As if planned, the last professor to speak had this to say as her one-new-thought. She said,
“I think I am the outlier here. I think that most of you are more liberal than me. But never did I feel disrespected or excluded this week as we talked about diversity issues. That let me know we can do this. For me, my one new thought is, Diversity is Christ-centered. Remember, it was women he appeared to first after his resurrection. I think I see how we can write a diversity statement that will be received well by Christian institutions. We start with, ‘Christ is our chief diversity officer.’”
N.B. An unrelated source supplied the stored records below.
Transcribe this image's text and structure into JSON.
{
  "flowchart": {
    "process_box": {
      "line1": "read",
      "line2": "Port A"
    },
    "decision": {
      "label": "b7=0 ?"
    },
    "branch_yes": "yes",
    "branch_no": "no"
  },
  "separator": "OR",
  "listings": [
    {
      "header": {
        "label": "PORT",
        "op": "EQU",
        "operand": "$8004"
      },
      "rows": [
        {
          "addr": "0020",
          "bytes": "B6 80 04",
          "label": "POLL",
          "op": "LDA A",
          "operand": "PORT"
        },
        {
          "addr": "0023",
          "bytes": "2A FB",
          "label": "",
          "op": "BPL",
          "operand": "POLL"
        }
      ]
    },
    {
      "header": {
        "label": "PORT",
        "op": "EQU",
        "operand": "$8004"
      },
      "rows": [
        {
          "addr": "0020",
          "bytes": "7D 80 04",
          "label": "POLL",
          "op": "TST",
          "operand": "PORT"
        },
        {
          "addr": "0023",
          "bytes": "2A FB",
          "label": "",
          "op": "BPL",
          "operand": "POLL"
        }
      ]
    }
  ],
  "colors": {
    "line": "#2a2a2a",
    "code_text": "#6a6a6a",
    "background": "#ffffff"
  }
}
I almost ran out of the room yelling "...yes!" Not because I am Christian, but because this woman’s experience reflected, why I developed and how I use the concept of neo-diversity. Not as a matter of group categories, not as a matter of calling people out, but as a matter of pointing out that today, our American neo-diversity situation means that no matter what, we are all here sharing the same social spaces, and to be productive we have to learn to interact with each other with respect in those spaces.
That last session, the one-new-thought session where participants revealed the impact of my time and work with them, really hit me. I came in thinking that this would be an "interesting" experience in Appalachia. Halfway through the week, and certainly by the end I was truly excited. I began to realize that with a group of college professors from fifteen or so different Appalachian colleges, these professors learning about and engagement with the neo-diversity idea would now be rippling out into the whole of the Appalachian College Association campuses.
References
1. Nacoste, R. W. (2015). Taking on diversity: How we can move from anxiety to respect. Amherst, NY: Prometheus Books.
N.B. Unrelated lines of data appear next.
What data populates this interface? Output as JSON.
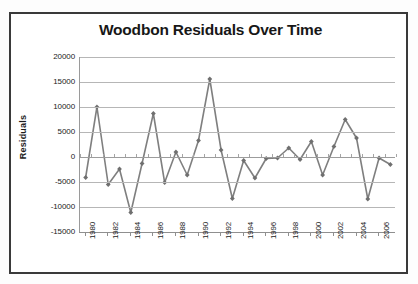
{
  "chart_data": {
    "type": "line",
    "title": "Woodbon Residuals Over Time",
    "xlabel": "",
    "ylabel": "Residuals",
    "ylim": [
      -15000,
      20000
    ],
    "ytick_values": [
      20000,
      15000,
      10000,
      5000,
      0,
      -5000,
      -10000,
      -15000
    ],
    "ytick_labels": [
      "20000",
      "15000",
      "10000",
      "5000",
      "0",
      "-5000",
      "-10000",
      "-15000"
    ],
    "xlim": [
      1980,
      2007
    ],
    "xtick_labels": [
      "1980",
      "1982",
      "1984",
      "1986",
      "1988",
      "1990",
      "1992",
      "1994",
      "1996",
      "1998",
      "2000",
      "2002",
      "2004",
      "2006"
    ],
    "grid": "horizontal",
    "legend": "none",
    "x": [
      1980,
      1981,
      1982,
      1983,
      1984,
      1985,
      1986,
      1987,
      1988,
      1989,
      1990,
      1991,
      1992,
      1993,
      1994,
      1995,
      1996,
      1997,
      1998,
      1999,
      2000,
      2001,
      2002,
      2003,
      2004,
      2005,
      2006,
      2007
    ],
    "categories": [
      "1980",
      "1981",
      "1982",
      "1983",
      "1984",
      "1985",
      "1986",
      "1987",
      "1988",
      "1989",
      "1990",
      "1991",
      "1992",
      "1993",
      "1994",
      "1995",
      "1996",
      "1997",
      "1998",
      "1999",
      "2000",
      "2001",
      "2002",
      "2003",
      "2004",
      "2005",
      "2006",
      "2007"
    ],
    "values": [
      -4100,
      10000,
      -5500,
      -2400,
      -11100,
      -1300,
      8700,
      -5100,
      1000,
      -3600,
      3300,
      15600,
      1400,
      -8300,
      -700,
      -4200,
      -300,
      -200,
      1800,
      -500,
      3100,
      -3600,
      2100,
      7500,
      3800,
      -8400,
      -200,
      -1500
    ],
    "series": [
      {
        "name": "Residuals",
        "marker": "diamond",
        "line_color": "#7f7f7f",
        "marker_color": "#6f6f6f",
        "values": [
          -4100,
          10000,
          -5500,
          -2400,
          -11100,
          -1300,
          8700,
          -5100,
          1000,
          -3600,
          3300,
          15600,
          1400,
          -8300,
          -700,
          -4200,
          -300,
          -200,
          1800,
          -500,
          3100,
          -3600,
          2100,
          7500,
          3800,
          -8400,
          -200,
          -1500
        ]
      }
    ]
  },
  "style": {
    "frame_border_color": "#3a3a3a",
    "gridline_color": "#b6b6b6",
    "axis_color": "#8f8f8f",
    "title_color": "#171717",
    "tick_text_color": "#222222",
    "plot_background": "#ffffff",
    "page_background": "#fdfdfd"
  }
}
2. Appalachian College Association (https://acaweb.org/)
3. UNC System Recognizes Professor’s Excellence in Teaching. North Carolina State University Humanities and Social Science News (https://news.chass.ncsu.edu/2013/04/17/unc-system-recognizes-professors…)
4. Nacoste, R. W. (2016, June 13), “Gays and Lesbians and Transgender… Oh my!,” Psychology-Today Blog (https://www.psychologytoday.com/us/blog/quiet-revolution/201606/gays-an…)
5. My thanks to the individuals who worked with me as co-instructors for the Appalachian College Association 2019 Summer Teaching and Learning Institute: Dr. Kelly Bremner, Associate Professor of Theatre and Department Chair, Emory & Henry College Senior (on-site) Institute Co-Director and Instructor; Dr. Heather McMahon, Associate Professor of TheatreMaryville College; Dr. Mark Finney, Associate Professor of Mass Communications, Emory & Henry College; Dr. Janelle Coleman, Faculty Consultant for Assessment for Teaching and Innovation, The University of Tennessee, Knoxville; Dr. Myra Jordan Assistant Professor of Counseling Lenoir-Rhyne University (Asheville Center).